As we look ahead, AI and digital tools are increasingly becoming embedded into suitability processes, reporting and client engagement, not as replacements, but as extensions of professional judgement and empathy.
Culture, resilience and the pressure on advisers
Beyond regulation and markets, 2025 has exposed deeper challenges within workplace culture and professional wellbeing. The emotional load placed on advisers has intensified as expectations rise and support structures struggle to keep pace.
Jenny Segal, Author and Workplace Culture Expert at Speaking With Images, highlights this strain by stating, “2025 has been a confronting year for the workplace.” She reflects on how increasing pressure and reduced psychological safety have affected professional confidence, particularly for women, adding that “Resilience is now a business asset, equality a business imperative.” For advice firms, this signals the growing importance of embedding authentic, supportive culture into business strategy.
Healthy, psychologically safe environments not only support adviser wellbeing but directly impact the quality of client relationships, communication and long-term retention.
What 2026 means for advisers
The year ahead will be less about laying foundations and more about operationalising change. Targeted support and redefined advice boundaries will begin to move from concept to reality, requiring firms to consider how they structure propositions, client journeys and compliance frameworks.
Advisers are likely to see an increased emphasis on segmentation, nuanced client support and differentiated service models. The requirement will not simply be to deliver advice, but to demonstrate clarity, purpose and outcomes in a way that aligns with evolving regulatory and consumer expectations.
There will also be greater opportunity for advisers who successfully blend human connection with technological confidence.

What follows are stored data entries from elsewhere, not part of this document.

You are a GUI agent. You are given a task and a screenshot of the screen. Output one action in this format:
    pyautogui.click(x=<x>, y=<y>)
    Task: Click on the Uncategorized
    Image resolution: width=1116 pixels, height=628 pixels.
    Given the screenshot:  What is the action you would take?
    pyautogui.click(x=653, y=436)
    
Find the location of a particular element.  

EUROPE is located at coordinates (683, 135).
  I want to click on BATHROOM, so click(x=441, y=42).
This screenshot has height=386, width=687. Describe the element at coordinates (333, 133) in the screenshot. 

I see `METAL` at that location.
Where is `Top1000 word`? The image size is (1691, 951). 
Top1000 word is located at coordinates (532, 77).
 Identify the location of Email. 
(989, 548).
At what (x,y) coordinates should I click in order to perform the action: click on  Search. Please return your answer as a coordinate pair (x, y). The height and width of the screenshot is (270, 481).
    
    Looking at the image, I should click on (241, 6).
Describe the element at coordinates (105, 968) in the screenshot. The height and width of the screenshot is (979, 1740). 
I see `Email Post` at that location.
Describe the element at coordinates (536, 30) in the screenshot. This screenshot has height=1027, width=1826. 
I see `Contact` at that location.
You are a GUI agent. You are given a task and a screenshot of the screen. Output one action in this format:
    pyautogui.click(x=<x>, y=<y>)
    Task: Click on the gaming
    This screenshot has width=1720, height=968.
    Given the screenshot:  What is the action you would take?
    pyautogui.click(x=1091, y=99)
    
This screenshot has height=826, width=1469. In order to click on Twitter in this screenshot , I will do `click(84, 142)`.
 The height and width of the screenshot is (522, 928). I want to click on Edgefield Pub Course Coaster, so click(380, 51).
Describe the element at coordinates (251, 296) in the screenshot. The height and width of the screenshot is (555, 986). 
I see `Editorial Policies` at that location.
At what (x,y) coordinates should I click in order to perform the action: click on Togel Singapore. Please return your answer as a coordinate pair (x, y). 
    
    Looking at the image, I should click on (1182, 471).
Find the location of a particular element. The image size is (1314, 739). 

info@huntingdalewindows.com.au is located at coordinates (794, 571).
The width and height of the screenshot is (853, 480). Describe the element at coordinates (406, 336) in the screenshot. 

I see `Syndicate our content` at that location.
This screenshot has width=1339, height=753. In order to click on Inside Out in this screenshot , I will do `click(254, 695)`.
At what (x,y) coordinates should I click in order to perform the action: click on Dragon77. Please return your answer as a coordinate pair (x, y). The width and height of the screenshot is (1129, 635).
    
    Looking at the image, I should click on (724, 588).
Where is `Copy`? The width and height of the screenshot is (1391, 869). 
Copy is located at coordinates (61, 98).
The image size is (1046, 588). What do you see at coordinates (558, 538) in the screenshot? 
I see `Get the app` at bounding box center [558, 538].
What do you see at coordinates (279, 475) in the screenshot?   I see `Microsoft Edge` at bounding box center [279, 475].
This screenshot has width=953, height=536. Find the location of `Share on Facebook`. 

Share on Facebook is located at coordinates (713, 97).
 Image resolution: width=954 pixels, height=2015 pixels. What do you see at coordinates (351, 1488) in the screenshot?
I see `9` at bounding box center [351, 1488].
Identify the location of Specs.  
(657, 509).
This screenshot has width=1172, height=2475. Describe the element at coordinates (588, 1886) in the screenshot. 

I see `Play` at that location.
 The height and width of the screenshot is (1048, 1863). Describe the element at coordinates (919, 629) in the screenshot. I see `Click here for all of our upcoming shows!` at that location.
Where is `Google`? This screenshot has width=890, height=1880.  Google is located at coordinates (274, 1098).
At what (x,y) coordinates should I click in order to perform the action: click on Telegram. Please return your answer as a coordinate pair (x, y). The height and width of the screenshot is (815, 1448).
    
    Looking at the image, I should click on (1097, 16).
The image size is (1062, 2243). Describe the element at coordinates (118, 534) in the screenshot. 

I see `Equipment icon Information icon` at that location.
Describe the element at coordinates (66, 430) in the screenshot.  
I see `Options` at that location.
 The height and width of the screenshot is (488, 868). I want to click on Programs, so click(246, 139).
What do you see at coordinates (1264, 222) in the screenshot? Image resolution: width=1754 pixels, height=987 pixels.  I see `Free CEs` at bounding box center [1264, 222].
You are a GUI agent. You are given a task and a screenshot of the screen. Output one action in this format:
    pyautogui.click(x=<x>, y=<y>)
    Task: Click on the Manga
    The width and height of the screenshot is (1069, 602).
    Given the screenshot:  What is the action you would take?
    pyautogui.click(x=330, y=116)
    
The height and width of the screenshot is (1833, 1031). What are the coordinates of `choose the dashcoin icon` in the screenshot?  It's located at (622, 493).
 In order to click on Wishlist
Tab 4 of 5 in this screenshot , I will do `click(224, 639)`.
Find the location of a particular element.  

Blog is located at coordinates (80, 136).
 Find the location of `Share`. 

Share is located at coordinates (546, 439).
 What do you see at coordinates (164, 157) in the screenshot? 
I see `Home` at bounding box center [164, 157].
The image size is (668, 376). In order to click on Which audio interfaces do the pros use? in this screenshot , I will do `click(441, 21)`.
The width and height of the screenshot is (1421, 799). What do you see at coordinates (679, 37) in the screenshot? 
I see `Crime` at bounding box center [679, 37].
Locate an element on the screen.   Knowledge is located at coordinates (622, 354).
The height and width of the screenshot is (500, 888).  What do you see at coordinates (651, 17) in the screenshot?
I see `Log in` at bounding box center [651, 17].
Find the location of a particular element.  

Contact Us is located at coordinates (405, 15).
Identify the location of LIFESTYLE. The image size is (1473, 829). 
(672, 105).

Those who combine empathy with process efficiency and innovation with trust will be best positioned to lead in a changing landscape.
Chris Jones, Financial Services Director at Dynamic Planner, reflects this balance by stating, “Fundamentally, an adviser’s job is to make complex things simple for their clients, which makes advice even more valuable – although when so much comes so quickly, it can become overwhelming.” He maintains an optimistic outlook, concluding, “If we work together and remain client-focused, we can make everything a bit easier and everyone better off.”
Turning reflection into action
Reflecting on 2025 reveals a profession that has been stretched, challenged and reshaped. From regulatory reform and market disruption to cultural pressure and technological acceleration, the advice landscape has undergone significant transformation.
Looking ahead, 2026 presents an opportunity to refine, embed and elevate. Advisers can expect a clearer direction of travel, with emerging frameworks providing greater structure and purpose to engagement. While uncertainty will remain part of the backdrop, the profession enters the year with renewed clarity around its identity, value and role in society.
As Ross Liston, CEO of M&G Advice, reminds us, “In a world full of uncertainty, advice remains a force for good, a partnership which helps every generation feel secure about their future.” That partnership now extends beyond individual client relationships, shaping the future of advice itself as the industry steps forward into 2026 with confidence, realism and intent.
By Jenny Hunter, IFA Magazine’s Deputy Editor.